An easy pick-up for Kurosawa devotees, the Criterion Collection's new DVD gives Dodes'ka-den a customary stellar presentation, with the film newly remastered to a colorful brilliance and vividness not seen before on home video editions. (DVD Beaver has posted comparison screenshots from this Criterion disc and the previous inferior DVD from Mei Ah.) Criterion has likewise improved the Japanese soundtrack (Dolby Digital mono) and the translation subtitles.

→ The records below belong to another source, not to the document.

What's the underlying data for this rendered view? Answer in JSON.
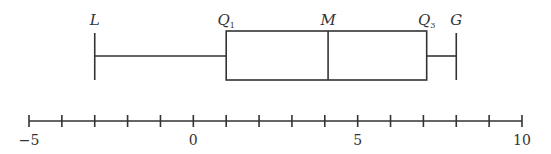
{
  "chart_data": {
    "type": "boxplot",
    "title": "",
    "xlabel": "",
    "ylabel": "",
    "xlim": [
      -5,
      10
    ],
    "ticks": [
      -5,
      -4,
      -3,
      -2,
      -1,
      0,
      1,
      2,
      3,
      4,
      5,
      6,
      7,
      8,
      9,
      10
    ],
    "tick_labels": [
      {
        "value": -5,
        "text": "−5"
      },
      {
        "value": 0,
        "text": "0"
      },
      {
        "value": 5,
        "text": "5"
      },
      {
        "value": 10,
        "text": "10"
      }
    ],
    "box": {
      "min": -3,
      "q1": 1,
      "median": 4.1,
      "q3": 7.1,
      "max": 8
    },
    "annotations": [
      {
        "key": "min",
        "letter": "L",
        "sub": ""
      },
      {
        "key": "q1",
        "letter": "Q",
        "sub": "1"
      },
      {
        "key": "median",
        "letter": "M",
        "sub": ""
      },
      {
        "key": "q3",
        "letter": "Q",
        "sub": "3"
      },
      {
        "key": "max",
        "letter": "G",
        "sub": ""
      }
    ],
    "grid": false
  }
}
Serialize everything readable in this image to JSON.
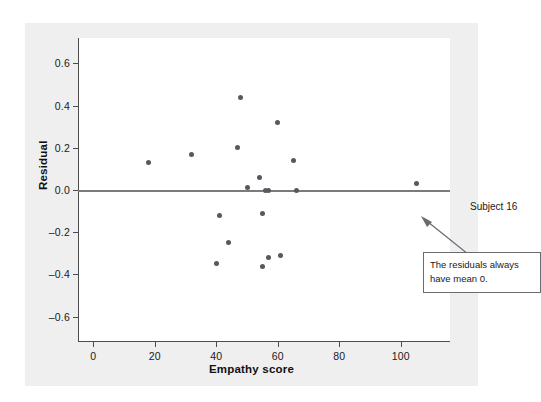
{
  "figure": {
    "panel_background": "#efeff0",
    "plot_background": "#ffffff",
    "axis_color": "#4c4c4c",
    "point_color": "#58585e",
    "zero_line_color": "#7a7a7f"
  },
  "annotations": {
    "subject_label": "Subject 16",
    "callout_text": "The residuals always have mean 0."
  },
  "chart_data": {
    "type": "scatter",
    "title": "",
    "xlabel": "Empathy score",
    "ylabel": "Residual",
    "xlim": [
      -5,
      116
    ],
    "ylim": [
      -0.72,
      0.72
    ],
    "xticks": [
      0,
      20,
      40,
      60,
      80,
      100
    ],
    "xtick_labels": [
      "0",
      "20",
      "40",
      "60",
      "80",
      "100"
    ],
    "yticks": [
      0.6,
      0.4,
      0.2,
      0.0,
      -0.2,
      -0.4,
      -0.6
    ],
    "ytick_labels": [
      "0.6",
      "0.4",
      "0.2",
      "0.0",
      "–0.2",
      "–0.4",
      "–0.6"
    ],
    "grid": false,
    "legend": "none",
    "reference_line": {
      "axis": "y",
      "value": 0.0
    },
    "x": [
      18,
      32,
      40,
      41,
      44,
      47,
      48,
      50,
      54,
      55,
      55,
      56,
      57,
      57,
      60,
      61,
      65,
      66,
      105
    ],
    "y": [
      0.13,
      0.17,
      -0.35,
      -0.12,
      -0.25,
      0.2,
      0.44,
      0.01,
      0.06,
      -0.36,
      -0.11,
      0.0,
      0.0,
      -0.32,
      0.32,
      -0.31,
      0.14,
      0.0,
      0.03
    ],
    "points": [
      {
        "x": 18,
        "y": 0.13
      },
      {
        "x": 32,
        "y": 0.17
      },
      {
        "x": 40,
        "y": -0.35
      },
      {
        "x": 41,
        "y": -0.12
      },
      {
        "x": 44,
        "y": -0.25
      },
      {
        "x": 47,
        "y": 0.2
      },
      {
        "x": 48,
        "y": 0.44
      },
      {
        "x": 50,
        "y": 0.01
      },
      {
        "x": 54,
        "y": 0.06
      },
      {
        "x": 55,
        "y": -0.36
      },
      {
        "x": 55,
        "y": -0.11
      },
      {
        "x": 56,
        "y": 0.0
      },
      {
        "x": 57,
        "y": 0.0
      },
      {
        "x": 57,
        "y": -0.32
      },
      {
        "x": 60,
        "y": 0.32
      },
      {
        "x": 61,
        "y": -0.31
      },
      {
        "x": 65,
        "y": 0.14
      },
      {
        "x": 66,
        "y": 0.0
      },
      {
        "x": 105,
        "y": 0.03
      }
    ]
  }
}
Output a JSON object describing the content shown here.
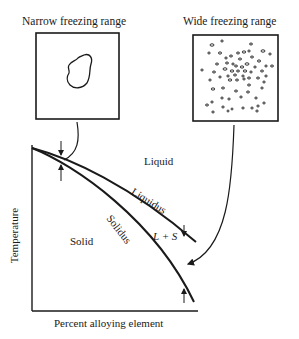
{
  "panels": {
    "narrow": {
      "title": "Narrow freezing range"
    },
    "wide": {
      "title": "Wide freezing range"
    }
  },
  "diagram": {
    "region_labels": {
      "liquid": "Liquid",
      "solid": "Solid",
      "mushy": "L + S"
    },
    "curve_labels": {
      "liquidus": "Liquidus",
      "solidus": "Solidus"
    },
    "axes": {
      "y_label": "Temperature",
      "x_label": "Percent alloying element"
    }
  },
  "colors": {
    "ink": "#1a1a1a",
    "background": "#ffffff"
  }
}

Criterion has added a typical selection of authoritative extras. A 36-minute segment from Akira Kurosawa: It Is Wonderful to Create -- the comprehensive 2002 Toho Masterworks documentary series parceled out among Criterion's other Kurosawa DVDs -- focuses on the making of Dodes'ka-den and the unhappy years leading up to it, a time of severe professional setbacks for the esteemed director (such as getting fired from Tora! Tora! Tora! and rumors of deteriorating mental health). On hand are archival interviews with Kurosawa, actor Yoshitaka Zushi, script supervisor Teruyo Nogami, and others from the production.

Besides the theatrical trailer, the other big extra is the glossy 26-page booklet that includes an interview with Teruyo Nogami (writer, critic, and film lecturer who worked with Kurosawa on every film since 1950's Rashomon), and Kurosawa scholar Stephan Prince's fine essay, True Colors, which Criterion has posted for comments on the website's "online cinematheque."